On July 9, 1905, an earthquake of magnitude 8.4 occurred in the Gobi–Altai region of southwestern Mongolia, close to the Chinese border. At that time very little was known or documented about geological changes in that part of the world. This catastrophic event in 1905 was an exception. It was one of the very few for which detailed data was available. An aftershock of almost the same magnitude occurred in the same location two weeks later.
A land area in parts of Mongolia, China, and Russia, covering as much as two million square miles, was affected by these events and people experienced the shaking from east to west over a distance of 1,500 miles. A large number of rocks rolled down from the 12,000 feet high surrounding mountains, trees were uprooted, and two lakes, each of eight acres in size, disappeared.
Deep fissures, one stretching for seventy-five miles and another for two hundred miles, formed in the wake of the July earthquakes and from within these fissures water was forced out on to the surface. Subsequent research, mainly in modern times after World War II, identified a series of earthquakes subsequent to the 1905 quake. One occurred in 1931, one in 1957, and one in 1967, each one of magnitude 8 or greater, a rare record in the history of earthquakes anywhere in the world. Additionally, each one of these events gave rise to fault movements as big as twenty feet and rupture lengths of several hundred miles. How could so many catastrophic earthquakes occur within a single century and within two hundred miles of one another?
Geologists have concluded that, in this poorly understood region, events like these appeared in cycles over geological time with recurrence rates of several thousands of years. All of the information we now have about the 1905 event came from one Russian seismologist who traveled to the area of the earthquake at his own expense, in 1905, and by primitive means of transportation. His notes and maps lay in the archives of the Russian Geographic Society until they were discovered in 1957. With the data from 1905 available to them in 1957, and encouraged by the new interest in eastern Siberia by political leaders, geologists began to study the Gobi–Altai region in greater detail than had ever been previously attempted. U.S. geologists in particular saw similarities between the layout of fault lines in this part of Mongolia and the fault lines associated with the Venture and the San Andreas faults.
In particular they saw that what had happened in the Gobi–Altai earthquake, namely the simultaneous rupturing of two major faults, were to happen in California, it would be worse than anything that had yet hit that state. The new interest in the Gobi–Altai Region enabled the geological societies of Russia, China, and Mongolia to work together in the investigation of the 1957 earthquake when it struck. A year later the Academy of Sciences of the USSR, the name of the country at that time, appointed a group of geologists to investigate the Gobi–Altai area, to map it in detail and to carry out seismological investigations over a large area.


Your goal: How many lines in the records below contain the word "questions"? Answer with the number alone.

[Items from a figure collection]
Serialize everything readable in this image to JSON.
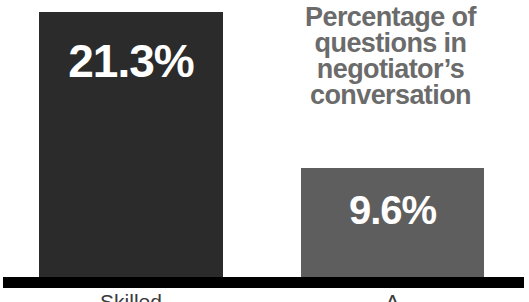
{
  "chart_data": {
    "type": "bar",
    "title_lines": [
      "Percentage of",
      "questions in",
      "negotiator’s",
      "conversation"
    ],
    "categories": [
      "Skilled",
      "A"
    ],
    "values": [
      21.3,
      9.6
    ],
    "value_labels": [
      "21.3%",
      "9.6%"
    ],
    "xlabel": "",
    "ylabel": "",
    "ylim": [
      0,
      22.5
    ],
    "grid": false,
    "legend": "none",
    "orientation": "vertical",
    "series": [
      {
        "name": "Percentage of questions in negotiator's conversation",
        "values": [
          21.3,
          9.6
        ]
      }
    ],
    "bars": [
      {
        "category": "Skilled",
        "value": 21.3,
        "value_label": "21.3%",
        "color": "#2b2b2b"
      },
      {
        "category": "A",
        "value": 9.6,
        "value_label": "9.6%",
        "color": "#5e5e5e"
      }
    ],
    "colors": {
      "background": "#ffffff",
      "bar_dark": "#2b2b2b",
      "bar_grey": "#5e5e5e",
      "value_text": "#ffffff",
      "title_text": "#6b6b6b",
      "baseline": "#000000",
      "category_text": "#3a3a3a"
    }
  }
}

Completed task: 2